The grants available in 2026 are genuinely worth pursuing. The Boiler Upgrade Scheme and 0% VAT on insulation change the financial case for upgrades that might otherwise take a decade to pay back. Act while the incentives exist.
— Akita
Professional HVAC installation and efficiency upgrades from Akita
Akita installs and maintains energy-efficient air conditioning and climate control systems for homeowners and businesses across Suffolk, Norfolk, and Essex. Whether you are replacing an ageing system or fitting air conditioning for the first time, the right installation makes a measurable difference to your running costs from day one.

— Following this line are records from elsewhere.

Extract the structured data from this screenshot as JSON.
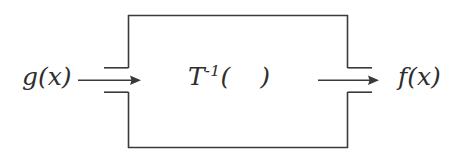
{
  "diagram": {
    "type": "block-diagram",
    "background_color": "#ffffff",
    "line_color": "#3a3a3a",
    "text_color": "#2e2e2e",
    "input": {
      "label": "g(x)",
      "position": "left"
    },
    "output": {
      "label": "f(x)",
      "position": "right"
    },
    "block": {
      "operator": "T",
      "exponent": "-1",
      "open_paren": "(",
      "argument": "",
      "close_paren": ")",
      "full_label": "T-1(   )"
    },
    "arrows": [
      {
        "name": "input-arrow",
        "direction": "right",
        "from_x": 78,
        "to_x": 140,
        "y": 80
      },
      {
        "name": "output-arrow",
        "direction": "right",
        "from_x": 318,
        "to_x": 378,
        "y": 80
      }
    ],
    "box": {
      "left": 128,
      "top": 15,
      "right": 348,
      "bottom": 148,
      "gap_top": 68,
      "gap_bottom": 92,
      "stub_length": 24
    }
  }
}
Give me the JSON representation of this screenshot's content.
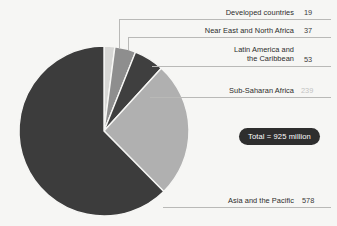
{
  "chart_data": {
    "type": "pie",
    "title": "",
    "subtitle": "",
    "xlabel": "",
    "ylabel": "",
    "grid": false,
    "legend_position": "callout-labels-right",
    "unit": "million",
    "total": 925,
    "total_label": "Total = 925 million",
    "categories": [
      "Developed countries",
      "Near East and North Africa",
      "Latin America and\nthe Caribbean",
      "Sub-Saharan Africa",
      "Asia and the Pacific"
    ],
    "values": [
      19,
      37,
      53,
      239,
      578
    ],
    "colors": [
      "#d7d7d5",
      "#8e8e8e",
      "#3f3f3f",
      "#b0b0b0",
      "#3c3c3c"
    ],
    "annotations": [
      "Total = 925 million"
    ]
  },
  "slices": [
    {
      "label": "Developed countries",
      "value": "19",
      "color": "#d7d7d5",
      "label_left": 196,
      "label_top": 19,
      "label_width": 98,
      "value_left": 304,
      "leader": {
        "x": 183,
        "y": 19,
        "w": 148,
        "drop_x": 119,
        "drop_y": 48
      }
    },
    {
      "label": "Near East and North Africa",
      "value": "37",
      "color": "#8e8e8e",
      "label_left": 176,
      "label_top": 37,
      "label_width": 118,
      "value_left": 304,
      "leader": {
        "x": 162,
        "y": 37,
        "w": 169,
        "drop_x": 128,
        "drop_y": 50
      }
    },
    {
      "label": "Latin America and\nthe Caribbean",
      "value": "53",
      "color": "#3f3f3f",
      "label_left": 176,
      "label_top": 66,
      "label_width": 118,
      "value_left": 304,
      "leader": {
        "x": 152,
        "y": 66,
        "w": 179,
        "drop_x": 152,
        "drop_y": 66
      }
    },
    {
      "label": "Sub-Saharan Africa",
      "value": "239",
      "color": "#b0b0b0",
      "faded_value": true,
      "label_left": 196,
      "label_top": 97,
      "label_width": 98,
      "value_left": 301,
      "leader": {
        "x": 150,
        "y": 97,
        "w": 181,
        "drop_x": 150,
        "drop_y": 97
      }
    },
    {
      "label": "Asia and the Pacific",
      "value": "578",
      "color": "#3c3c3c",
      "label_left": 196,
      "label_top": 207,
      "label_width": 98,
      "value_left": 302,
      "leader": {
        "x": 163,
        "y": 207,
        "w": 168,
        "drop_x": 163,
        "drop_y": 207
      }
    }
  ],
  "pie": {
    "center_x": 104,
    "center_y": 131,
    "radius": 85,
    "start_angle_deg": -90
  }
}
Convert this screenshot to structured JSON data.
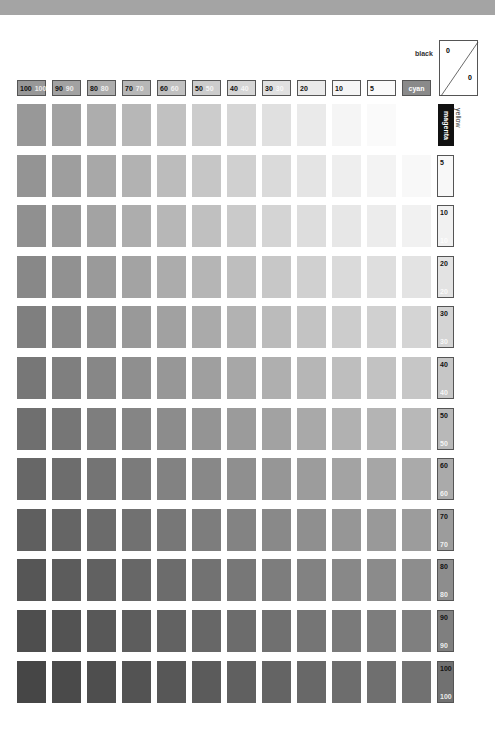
{
  "chart_data": {
    "type": "heatmap",
    "x_axis": {
      "label": "cyan",
      "categories": [
        "100",
        "90",
        "80",
        "70",
        "60",
        "50",
        "40",
        "30",
        "20",
        "10",
        "5",
        "0"
      ]
    },
    "y_axis": {
      "label": "magenta",
      "categories": [
        "0",
        "5",
        "10",
        "20",
        "30",
        "40",
        "50",
        "60",
        "70",
        "80",
        "90",
        "100"
      ]
    },
    "fixed_channels": {
      "black": 0,
      "yellow": 0
    },
    "grid": false,
    "legend_position": "top-right"
  },
  "header": {
    "columns": [
      {
        "k": "100",
        "w": "100"
      },
      {
        "k": "90",
        "w": "90"
      },
      {
        "k": "80",
        "w": "80"
      },
      {
        "k": "70",
        "w": "70"
      },
      {
        "k": "60",
        "w": "60"
      },
      {
        "k": "50",
        "w": "50"
      },
      {
        "k": "40",
        "w": "40"
      },
      {
        "k": "30",
        "w": "30"
      },
      {
        "k": "20",
        "w": ""
      },
      {
        "k": "10",
        "w": ""
      },
      {
        "k": "5",
        "w": ""
      }
    ],
    "cyan_label": "cyan"
  },
  "rows": [
    {
      "k": "",
      "w": ""
    },
    {
      "k": "5",
      "w": ""
    },
    {
      "k": "10",
      "w": "10"
    },
    {
      "k": "20",
      "w": "20"
    },
    {
      "k": "30",
      "w": "30"
    },
    {
      "k": "40",
      "w": "40"
    },
    {
      "k": "50",
      "w": "50"
    },
    {
      "k": "60",
      "w": "60"
    },
    {
      "k": "70",
      "w": "70"
    },
    {
      "k": "80",
      "w": "80"
    },
    {
      "k": "90",
      "w": "90"
    },
    {
      "k": "100",
      "w": "100"
    }
  ],
  "labels": {
    "magenta": "magenta",
    "yellow": "yellow",
    "black": "black",
    "key_top": "0",
    "key_bottom": "0"
  }
}
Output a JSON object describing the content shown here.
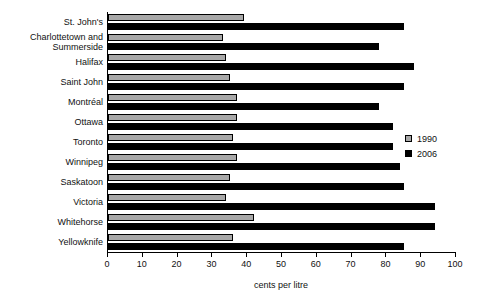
{
  "chart_data": {
    "type": "bar",
    "orientation": "horizontal",
    "title": "",
    "xlabel": "cents per litre",
    "ylabel": "",
    "xlim": [
      0,
      100
    ],
    "xticks": [
      0,
      10,
      20,
      30,
      40,
      50,
      60,
      70,
      80,
      90,
      100
    ],
    "xtick_labels": [
      "0",
      "10",
      "20",
      "30",
      "40",
      "50",
      "60",
      "70",
      "80",
      "90",
      "100"
    ],
    "grid": false,
    "legend_position": "right",
    "categories": [
      "St. John's",
      "Charlottetown and\nSummerside",
      "Halifax",
      "Saint John",
      "Montréal",
      "Ottawa",
      "Toronto",
      "Winnipeg",
      "Saskatoon",
      "Victoria",
      "Whitehorse",
      "Yellowknife"
    ],
    "series": [
      {
        "name": "1990",
        "color": "#a8a8a8",
        "values": [
          39,
          33,
          34,
          35,
          37,
          37,
          36,
          37,
          35,
          34,
          42,
          36
        ]
      },
      {
        "name": "2006",
        "color": "#000000",
        "values": [
          85,
          78,
          88,
          85,
          78,
          82,
          82,
          84,
          85,
          94,
          94,
          85
        ]
      }
    ]
  },
  "legend": {
    "items": [
      {
        "label": "1990",
        "swatch": "gray-swatch-icon"
      },
      {
        "label": "2006",
        "swatch": "black-swatch-icon"
      }
    ]
  }
}
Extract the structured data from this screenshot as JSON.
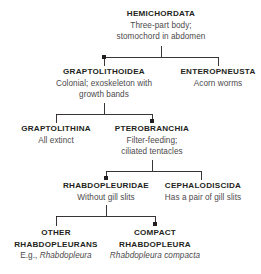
{
  "diagram": {
    "type": "cladogram",
    "line_color": "#231f20",
    "title_color": "#231f20",
    "desc_color": "#4c4a4b",
    "background": "#ffffff",
    "nodes": [
      {
        "id": "hemichordata",
        "title": "HEMICHORDATA",
        "desc_line1": "Three-part body;",
        "desc_line2": "stomochord in abdomen",
        "level": 0
      },
      {
        "id": "graptolithoidea",
        "title": "GRAPTOLITHOIDEA",
        "desc_line1": "Colonial; exoskeleton with",
        "desc_line2": "growth bands",
        "level": 1
      },
      {
        "id": "enteropneusta",
        "title": "ENTEROPNEUSTA",
        "desc_line1": "Acorn worms",
        "desc_line2": "",
        "level": 1
      },
      {
        "id": "graptolithina",
        "title": "GRAPTOLITHINA",
        "desc_line1": "All extinct",
        "desc_line2": "",
        "level": 2
      },
      {
        "id": "pterobranchia",
        "title": "PTEROBRANCHIA",
        "desc_line1": "Filter-feeding;",
        "desc_line2": "ciliated tentacles",
        "level": 2
      },
      {
        "id": "rhabdopleuridae",
        "title": "RHABDOPLEURIDAE",
        "desc_line1": "Without gill slits",
        "desc_line2": "",
        "level": 3
      },
      {
        "id": "cephalodiscida",
        "title": "CEPHALODISCIDA",
        "desc_line1": "Has a pair of gill slits",
        "desc_line2": "",
        "level": 3
      },
      {
        "id": "other-rhabdopleurans",
        "title_line1": "OTHER",
        "title_line2": "RHABDOPLEURANS",
        "desc_prefix": "E.g., ",
        "desc_species": "Rhabdopleura",
        "level": 4
      },
      {
        "id": "compact-rhabdopleura",
        "title_line1": "COMPACT",
        "title_line2": "RHABDOPLEURA",
        "desc_species": "Rhabdopleura compacta",
        "level": 4
      }
    ]
  }
}
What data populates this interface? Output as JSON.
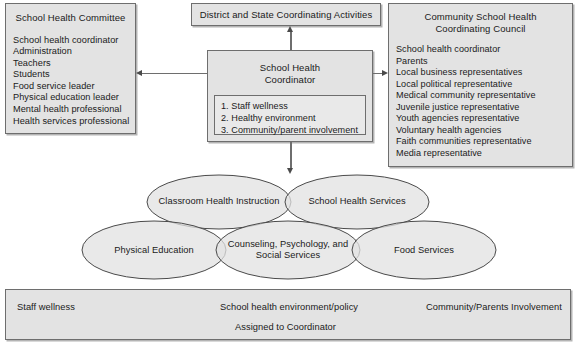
{
  "committee": {
    "title": "School Health Committee",
    "members": [
      "School health coordinator",
      "Administration",
      "Teachers",
      "Students",
      "Food service leader",
      "Physical education leader",
      "Mental health professional",
      "Health services professional"
    ]
  },
  "district": {
    "title": "District and State Coordinating Activities"
  },
  "council": {
    "title": "Community School Health Coordinating Council",
    "members": [
      "School health coordinator",
      "Parents",
      "Local business representatives",
      "Local political representative",
      "Medical community representative",
      "Juvenile justice representative",
      "Youth agencies representative",
      "Voluntary health agencies",
      "Faith communities representative",
      "Media representative"
    ]
  },
  "coordinator": {
    "title_line1": "School Health",
    "title_line2": "Coordinator",
    "tasks": [
      "1. Staff wellness",
      "2. Healthy environment",
      "3. Community/parent involvement"
    ]
  },
  "components": {
    "classroom_health_instruction": "Classroom Health Instruction",
    "school_health_services": "School Health Services",
    "physical_education": "Physical Education",
    "counseling_line1": "Counseling, Psychology, and",
    "counseling_line2": "Social Services",
    "food_services": "Food Services"
  },
  "bottom": {
    "staff_wellness": "Staff wellness",
    "environment_policy": "School health environment/policy",
    "community_involvement": "Community/Parents Involvement",
    "assigned": "Assigned to Coordinator"
  },
  "colors": {
    "fill": "#e3e3e3",
    "stroke": "#6e6e6e",
    "text": "#1a1a1a"
  }
}
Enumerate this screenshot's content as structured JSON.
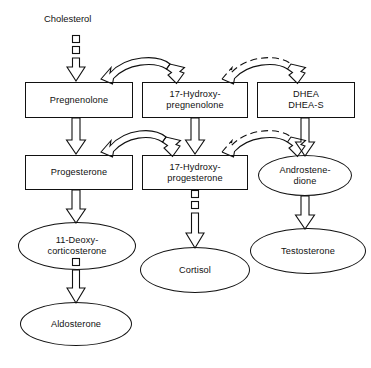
{
  "diagram": {
    "type": "flowchart",
    "background_color": "#ffffff",
    "stroke_color": "#111111",
    "width": 371,
    "height": 368
  },
  "labels": {
    "cholesterol": "Cholesterol"
  },
  "nodes": [
    {
      "id": "pregnenolone",
      "shape": "box",
      "line1": "Pregnenolone",
      "line2": ""
    },
    {
      "id": "17-hydroxy-pregnenolone",
      "shape": "box",
      "line1": "17-Hydroxy-",
      "line2": "pregnenolone"
    },
    {
      "id": "dhea",
      "shape": "box",
      "line1": "DHEA",
      "line2": "DHEA-S"
    },
    {
      "id": "progesterone",
      "shape": "box",
      "line1": "Progesterone",
      "line2": ""
    },
    {
      "id": "17-hydroxy-progesterone",
      "shape": "box",
      "line1": "17-Hydroxy-",
      "line2": "progesterone"
    },
    {
      "id": "androstenedione",
      "shape": "ellipse",
      "line1": "Androstene-",
      "line2": "dione"
    },
    {
      "id": "11-deoxycorticosterone",
      "shape": "ellipse",
      "line1": "11-Deoxy-",
      "line2": "corticosterone"
    },
    {
      "id": "cortisol",
      "shape": "ellipse",
      "line1": "Cortisol",
      "line2": ""
    },
    {
      "id": "testosterone",
      "shape": "ellipse",
      "line1": "Testosterone",
      "line2": ""
    },
    {
      "id": "aldosterone",
      "shape": "ellipse",
      "line1": "Aldosterone",
      "line2": ""
    }
  ],
  "edges": [
    {
      "id": "cholesterol-to-pregnenolone",
      "from": "cholesterol",
      "to": "pregnenolone",
      "style": "block-dashed-arrow",
      "direction": "down"
    },
    {
      "id": "pregnenolone-to-17-hydroxy-pregnenolone",
      "from": "pregnenolone",
      "to": "17-hydroxy-pregnenolone",
      "style": "curved-solid-arrow",
      "direction": "arch-right"
    },
    {
      "id": "17-hydroxy-pregnenolone-to-dhea",
      "from": "17-hydroxy-pregnenolone",
      "to": "dhea",
      "style": "curved-dashed-arrow",
      "direction": "arch-right"
    },
    {
      "id": "pregnenolone-to-progesterone",
      "from": "pregnenolone",
      "to": "progesterone",
      "style": "solid-arrow",
      "direction": "down"
    },
    {
      "id": "17-hydroxy-pregnenolone-to-17-hydroxy-progesterone",
      "from": "17-hydroxy-pregnenolone",
      "to": "17-hydroxy-progesterone",
      "style": "solid-arrow",
      "direction": "down"
    },
    {
      "id": "progesterone-to-17-hydroxy-progesterone",
      "from": "progesterone",
      "to": "17-hydroxy-progesterone",
      "style": "curved-solid-arrow",
      "direction": "arch-right"
    },
    {
      "id": "17-hydroxy-progesterone-to-androstenedione",
      "from": "17-hydroxy-progesterone",
      "to": "androstenedione",
      "style": "curved-dashed-arrow",
      "direction": "arch-right"
    },
    {
      "id": "dhea-to-androstenedione",
      "from": "dhea",
      "to": "androstenedione",
      "style": "solid-arrow",
      "direction": "down"
    },
    {
      "id": "progesterone-to-11-deoxycorticosterone",
      "from": "progesterone",
      "to": "11-deoxycorticosterone",
      "style": "solid-arrow",
      "direction": "down"
    },
    {
      "id": "17-hydroxy-progesterone-to-cortisol",
      "from": "17-hydroxy-progesterone",
      "to": "cortisol",
      "style": "block-dashed-arrow",
      "direction": "down"
    },
    {
      "id": "androstenedione-to-testosterone",
      "from": "androstenedione",
      "to": "testosterone",
      "style": "solid-arrow",
      "direction": "down"
    },
    {
      "id": "11-deoxycorticosterone-to-aldosterone",
      "from": "11-deoxycorticosterone",
      "to": "aldosterone",
      "style": "block-dashed-arrow",
      "direction": "down"
    }
  ]
}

Akita’s team provides professional consultation to match the right system to your property, budget, and usage patterns. For homeowners, domestic air conditioning installation covers everything from initial survey to aftercare. For business operators, commercial air conditioning installation delivers the efficiency and reliability that working environments demand. Transparent pricing, flexible finance options, and ongoing maintenance support are available across all services.
FAQ
How much can I save by lowering my thermostat by 1°C?
Lowering your thermostat by 1°C cuts monthly heating bills by up to 8% and saves approximately £90 per year in Great Britain. The saving applies immediately with no equipment cost.
What is a BEMS and is it worth the investment?
A Building Energy Management System (BEMS) monitors and controls all HVAC components in real time, reducing total energy costs by 10% or more. It is most cost-effective in commercial buildings with multiple zones or complex heating and cooling requirements.
How often should I replace HVAC air filters?
Check air filters every one to three months and replace them when visibly dirty. Blocked filters force the system to use more energy and accelerate wear on components.
Are there UK government grants available for HVAC upgrades in 2026?
The Boiler Upgrade Scheme offers up to £7,500 for eligible heat pump installations in England and Wales. Insulation improvements also qualify for 0% VAT on materials and installation until april 2027.
Why are my heat pump bills higher than expected?
Heat pumps run most efficiently at a steady, consistent temperature rather than cycling on and off like a gas boiler. If bills are high, check whether boost or immersion modes are running frequently, and switch to a continuous low-output setting instead.